The Evansville region was one of seventeen areas trying to get a share of the money. Wathen says $50 million dollars is exactly how much Evansville officials had in mind. But that isn’t enough for all the partnership has planned – not even close. But, Wathen says, that’s the whole point:

“Bring along the private sector, that’s part of the requirement. The READi funds, that will only represent 20% of the money, got to come up with the other 80% somewhere so that’s going to come from the private sector.”

Wathen says the possibilities that come with this new money goes beyond pretty new parks or high tech research labs:

“When you look at economic development it needs to be transformational.

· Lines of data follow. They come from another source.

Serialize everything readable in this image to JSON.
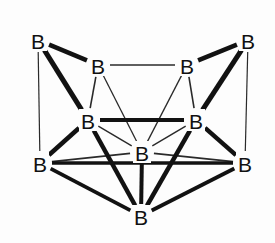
{
  "figure": {
    "caption": "",
    "background_color": "#fdfdfd",
    "bond_color_thick": "#121212",
    "bond_color_thin": "#2a2a2a",
    "label_color": "#111111",
    "element_symbol": "B"
  },
  "chart_data": {
    "type": "diagram",
    "vertex_label": "B",
    "vertex_count": 10,
    "bond_count": 24,
    "vertices": [
      {
        "id": "b-top-left",
        "label": "B",
        "x": 38,
        "y": 40
      },
      {
        "id": "b-top-right",
        "label": "B",
        "x": 248,
        "y": 40
      },
      {
        "id": "b-upper-left",
        "label": "B",
        "x": 98,
        "y": 65
      },
      {
        "id": "b-upper-right",
        "label": "B",
        "x": 187,
        "y": 65
      },
      {
        "id": "b-mid-left",
        "label": "B",
        "x": 88,
        "y": 120
      },
      {
        "id": "b-mid-right",
        "label": "B",
        "x": 196,
        "y": 120
      },
      {
        "id": "b-lower-left",
        "label": "B",
        "x": 40,
        "y": 163
      },
      {
        "id": "b-lower-right",
        "label": "B",
        "x": 245,
        "y": 163
      },
      {
        "id": "b-center",
        "label": "B",
        "x": 142,
        "y": 152
      },
      {
        "id": "b-bottom",
        "label": "B",
        "x": 141,
        "y": 216
      }
    ],
    "bonds": [
      {
        "from": "b-top-left",
        "to": "b-upper-left",
        "weight": "thick",
        "width": 4.5
      },
      {
        "from": "b-top-left",
        "to": "b-mid-left",
        "weight": "thick",
        "width": 5.0
      },
      {
        "from": "b-top-left",
        "to": "b-lower-left",
        "weight": "thin",
        "width": 1.2
      },
      {
        "from": "b-top-right",
        "to": "b-upper-right",
        "weight": "thick",
        "width": 4.5
      },
      {
        "from": "b-top-right",
        "to": "b-mid-right",
        "weight": "thick",
        "width": 5.0
      },
      {
        "from": "b-top-right",
        "to": "b-lower-right",
        "weight": "thin",
        "width": 1.2
      },
      {
        "from": "b-upper-left",
        "to": "b-upper-right",
        "weight": "thin",
        "width": 1.6
      },
      {
        "from": "b-upper-left",
        "to": "b-mid-left",
        "weight": "thin",
        "width": 1.6
      },
      {
        "from": "b-upper-left",
        "to": "b-center",
        "weight": "thin",
        "width": 1.3
      },
      {
        "from": "b-upper-right",
        "to": "b-mid-right",
        "weight": "thin",
        "width": 1.6
      },
      {
        "from": "b-upper-right",
        "to": "b-center",
        "weight": "thin",
        "width": 1.3
      },
      {
        "from": "b-mid-left",
        "to": "b-mid-right",
        "weight": "thick",
        "width": 4.2
      },
      {
        "from": "b-mid-left",
        "to": "b-lower-left",
        "weight": "thick",
        "width": 4.5
      },
      {
        "from": "b-mid-left",
        "to": "b-center",
        "weight": "thin",
        "width": 1.4
      },
      {
        "from": "b-mid-left",
        "to": "b-bottom",
        "weight": "thick",
        "width": 4.5
      },
      {
        "from": "b-mid-right",
        "to": "b-lower-right",
        "weight": "thick",
        "width": 4.5
      },
      {
        "from": "b-mid-right",
        "to": "b-center",
        "weight": "thin",
        "width": 1.4
      },
      {
        "from": "b-mid-right",
        "to": "b-bottom",
        "weight": "thick",
        "width": 4.5
      },
      {
        "from": "b-lower-left",
        "to": "b-center",
        "weight": "thin",
        "width": 1.8
      },
      {
        "from": "b-lower-left",
        "to": "b-bottom",
        "weight": "thick",
        "width": 3.8
      },
      {
        "from": "b-lower-left",
        "to": "b-lower-right",
        "weight": "thick",
        "width": 3.6
      },
      {
        "from": "b-lower-right",
        "to": "b-center",
        "weight": "thin",
        "width": 1.8
      },
      {
        "from": "b-lower-right",
        "to": "b-bottom",
        "weight": "thick",
        "width": 3.8
      },
      {
        "from": "b-center",
        "to": "b-bottom",
        "weight": "thick",
        "width": 4.0
      }
    ]
  }
}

You are changing regions and changing people’s lives, rather than a series of transactions that are interesting but not connective. As you make decisions today, how will they impact lives tomorrow?”

State decision makers said the majority of the $500 million dollars was spread through nine regions but each of the 17 received at least five million. Wathen says he would not be surprised if more funding programs like READi emerge in the near future.

“It isn’t the end of the story because the state is looking at the ability through the current surplus and legislative session coming up, is there a way to put more money into the pot for these programs, can we leverage other programs the state has, redevelopment tax credit or any of the funds through cares act. The state has recognized that economies are regional and that quality of place matters and ability to attract and retain talent.”

Wathen says the regional economic partnership is already springing into action with behind the scenes work but it may be months to years before the proposed projects are underway.